Jump to content

Prelude and Fugue in A minor, BWV 543

From Wikipedia, the free encyclopedia

This is an old revision of this page, as edited by BU RoBOT (talk | contribs) at 07:35, 30 March 2016 (External links: Replacing parameters of IMSLP2 template for impending merge (Task 7).). The present address (URL) is a permanent link to this revision, which may differ significantly from the current revision.

Prelude and Fugue in A minor, BWV 543 is a piece of organ music written by Johann Sebastian Bach[1] sometime around his years as court organist to the Duke of Saxe-Weimar (1708–1717).

Versions

First page of the Prelude BWV 543/1a (19th-century copy)[2]

Prelude

An alternate version of the organ piece is numbered BWV 543a. As for this earlier version only the prelude is different, that version of the prelude is sometimes indicated by BWV 543/1a (BWV 543/2, that is the fugue, being identical in both versions).[3]

Fugue

The fugue of BWV 543 is the final incarnation of Bach's harpsichord Fugue in A minor, BWV 944, written in 1708.[citation needed]

Score

Prelude

The musical materials of the prelude are a descending chromatic bassline and simple arpeggiated chords above it; this is first stated solo in the manual, and, after a lengthy embellishment of a tonic pedal point, in the pedal. The highly embellished cadence that follows—full of manual runs over sustained pedal notes—leads into a contrapuntal exploration of the opening material in sequence; this is followed by a very free peroration. The Toccata-like prelude—in the stylus phantasticus—bears the marks of Bach's early, north German-influenced style, while the fugue could be considered a later product of Bach's maturity.

Fugue

The fugue is in 6/8 time, unlike the prelude, which is in 4/4 time. The fugue theme, like that of the prelude, is composed of arpeggiated chords and downward sequences, especially in its later half. Due to the sequential nature of the subject, the majority of the fugue is composed of sequences or cadences. The Fugue ends in one of Bach's most toccata-like, virtuosic cadenzas in the harmonic minor. Unlike most of Bach's minor-key keyboard works, it ends on a minor chord rather than a picardy third.

Arrangements

Liszt's transcription

Because of the piece's overall rhapsodic nature, many organists play this piece freely, and in a variety of tempi; it can be easily transcribed to a different instrument. Liszt included it in his transcriptions of the "six great preludes and fugues" BWV 543-8 for piano (S. 462).[4]

The Sicilian Clan

Italian composer Ennio Morricone created a variation of Prelude and Fugue in A minor for the main theme of the French movie The Sicilian Clan.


▶ _WHAT TO WORK ON_
Filter the records below for the word "primary". Keep each line that has it.

========================================================================

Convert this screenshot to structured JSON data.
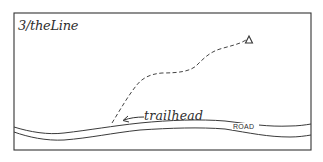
{
  "diagram": {
    "title": "3/theLine",
    "labels": {
      "trailhead": "trailhead",
      "road": "ROAD"
    },
    "markers": {
      "summit_icon": "triangle-summit-icon"
    },
    "colors": {
      "ink": "#333333",
      "background": "#ffffff"
    }
  }
}
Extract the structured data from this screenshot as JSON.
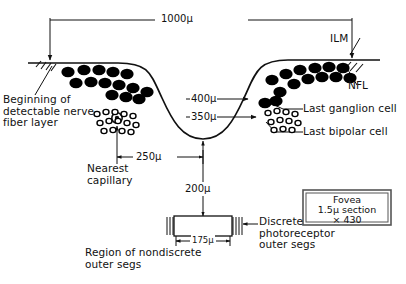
{
  "figure": {
    "caption_box": {
      "line1": "Fovea",
      "line2": "1.5μ section",
      "line3": "× 430"
    }
  },
  "dimensions": {
    "width_total": "1000μ",
    "depth_outer": "400μ",
    "depth_inner": "350μ",
    "capillary_distance": "250μ",
    "pit_to_receptor": "200μ",
    "receptor_width": "175μ"
  },
  "labels": {
    "nerve_fiber_start": "Beginning of\ndetectable nerve\nfiber layer",
    "nearest_capillary": "Nearest\ncapillary",
    "ilm": "ILM",
    "nfl": "NFL",
    "last_ganglion": "Last ganglion cell",
    "last_bipolar": "Last bipolar cell",
    "discrete_photoreceptor": "Discrete\nphotoreceptor\nouter segs",
    "nondiscrete_region": "Region of nondiscrete\nouter segs"
  },
  "colors": {
    "ink": "#111111",
    "cell_fill": "#000000",
    "paper": "#ffffff",
    "rule": "#444444"
  },
  "cells": {
    "ganglion_left": [
      [
        68,
        72
      ],
      [
        84,
        70
      ],
      [
        99,
        70
      ],
      [
        113,
        72
      ],
      [
        127,
        74
      ],
      [
        76,
        83
      ],
      [
        91,
        82
      ],
      [
        105,
        83
      ],
      [
        119,
        85
      ],
      [
        133,
        88
      ],
      [
        112,
        95
      ],
      [
        126,
        97
      ],
      [
        139,
        99
      ],
      [
        147,
        92
      ]
    ],
    "ganglion_right": [
      [
        272,
        80
      ],
      [
        286,
        74
      ],
      [
        300,
        70
      ],
      [
        315,
        68
      ],
      [
        329,
        67
      ],
      [
        343,
        68
      ],
      [
        280,
        92
      ],
      [
        294,
        84
      ],
      [
        308,
        79
      ],
      [
        322,
        77
      ],
      [
        336,
        77
      ],
      [
        350,
        78
      ],
      [
        265,
        103
      ],
      [
        276,
        101
      ]
    ],
    "bipolar_left": [
      [
        97,
        114
      ],
      [
        106,
        112
      ],
      [
        115,
        112
      ],
      [
        124,
        114
      ],
      [
        133,
        116
      ],
      [
        100,
        123
      ],
      [
        109,
        121
      ],
      [
        118,
        121
      ],
      [
        127,
        123
      ],
      [
        136,
        125
      ],
      [
        104,
        131
      ],
      [
        113,
        130
      ],
      [
        122,
        131
      ],
      [
        131,
        132
      ]
    ],
    "bipolar_right": [
      [
        268,
        113
      ],
      [
        277,
        111
      ],
      [
        286,
        112
      ],
      [
        295,
        114
      ],
      [
        271,
        122
      ],
      [
        280,
        120
      ],
      [
        289,
        121
      ],
      [
        298,
        123
      ],
      [
        274,
        130
      ],
      [
        283,
        129
      ],
      [
        292,
        130
      ]
    ]
  }
}
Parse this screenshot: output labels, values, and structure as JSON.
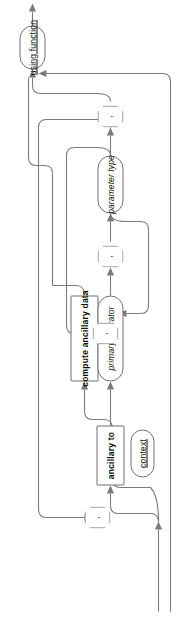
{
  "diagram": {
    "type": "railroad-syntax-diagram",
    "orientation": "rotated-90-ccw",
    "direction": "bottom-to-top",
    "stroke_color": "#7a7a7a",
    "text_color": "#111111",
    "background": "#ffffff",
    "nodes": [
      {
        "id": "using-function",
        "label": "using function",
        "kind": "terminal"
      },
      {
        "id": "comma-1",
        "label": ",",
        "kind": "separator"
      },
      {
        "id": "parameter-type",
        "label": "parameter type",
        "kind": "nonterminal"
      },
      {
        "id": "comma-2",
        "label": ",",
        "kind": "separator"
      },
      {
        "id": "comma-3",
        "label": ",",
        "kind": "separator"
      },
      {
        "id": "comma-4",
        "label": ",",
        "kind": "separator"
      },
      {
        "id": "primary-operator",
        "label": "primary operator",
        "kind": "nonterminal"
      },
      {
        "id": "compute-ancillary-data",
        "label": "compute ancillary data",
        "kind": "keyword"
      },
      {
        "id": "ancillary-to",
        "label": "ancillary to",
        "kind": "keyword"
      },
      {
        "id": "context",
        "label": "context",
        "kind": "terminal"
      }
    ]
  }
}
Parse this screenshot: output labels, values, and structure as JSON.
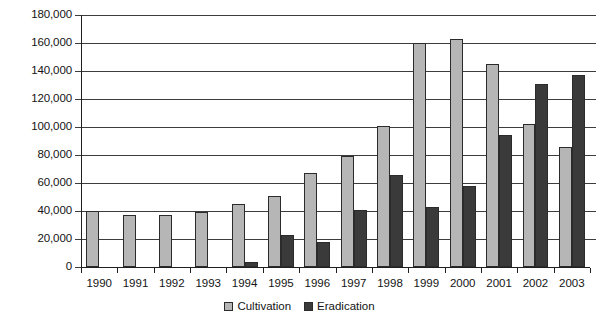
{
  "chart_data": {
    "type": "bar",
    "title": "",
    "subtitle": "",
    "xlabel": "",
    "ylabel": "",
    "categories": [
      "1990",
      "1991",
      "1992",
      "1993",
      "1994",
      "1995",
      "1996",
      "1997",
      "1998",
      "1999",
      "2000",
      "2001",
      "2002",
      "2003"
    ],
    "series": [
      {
        "name": "Cultivation",
        "color": "#b6b6b6",
        "values": [
          40000,
          37500,
          37000,
          39500,
          45000,
          51000,
          67000,
          79000,
          101000,
          160000,
          163000,
          145000,
          102000,
          86000
        ]
      },
      {
        "name": "Eradication",
        "color": "#3a3a3a",
        "values": [
          0,
          0,
          0,
          0,
          3500,
          23000,
          18000,
          41000,
          66000,
          43000,
          58000,
          94000,
          131000,
          137000
        ]
      }
    ],
    "ylim": [
      0,
      180000
    ],
    "ytick_values": [
      0,
      20000,
      40000,
      60000,
      80000,
      100000,
      120000,
      140000,
      160000,
      180000
    ],
    "ytick_labels": [
      "0",
      "20,000",
      "40,000",
      "60,000",
      "80,000",
      "100,000",
      "120,000",
      "140,000",
      "160,000",
      "180,000"
    ],
    "grid": true,
    "legend_position": "bottom"
  },
  "legend": {
    "items": [
      {
        "label": "Cultivation"
      },
      {
        "label": "Eradication"
      }
    ]
  }
}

========================================================================

▶ _SOLVED EXERCISE_
        "id": "primary-operator",
        "label": "primary operator",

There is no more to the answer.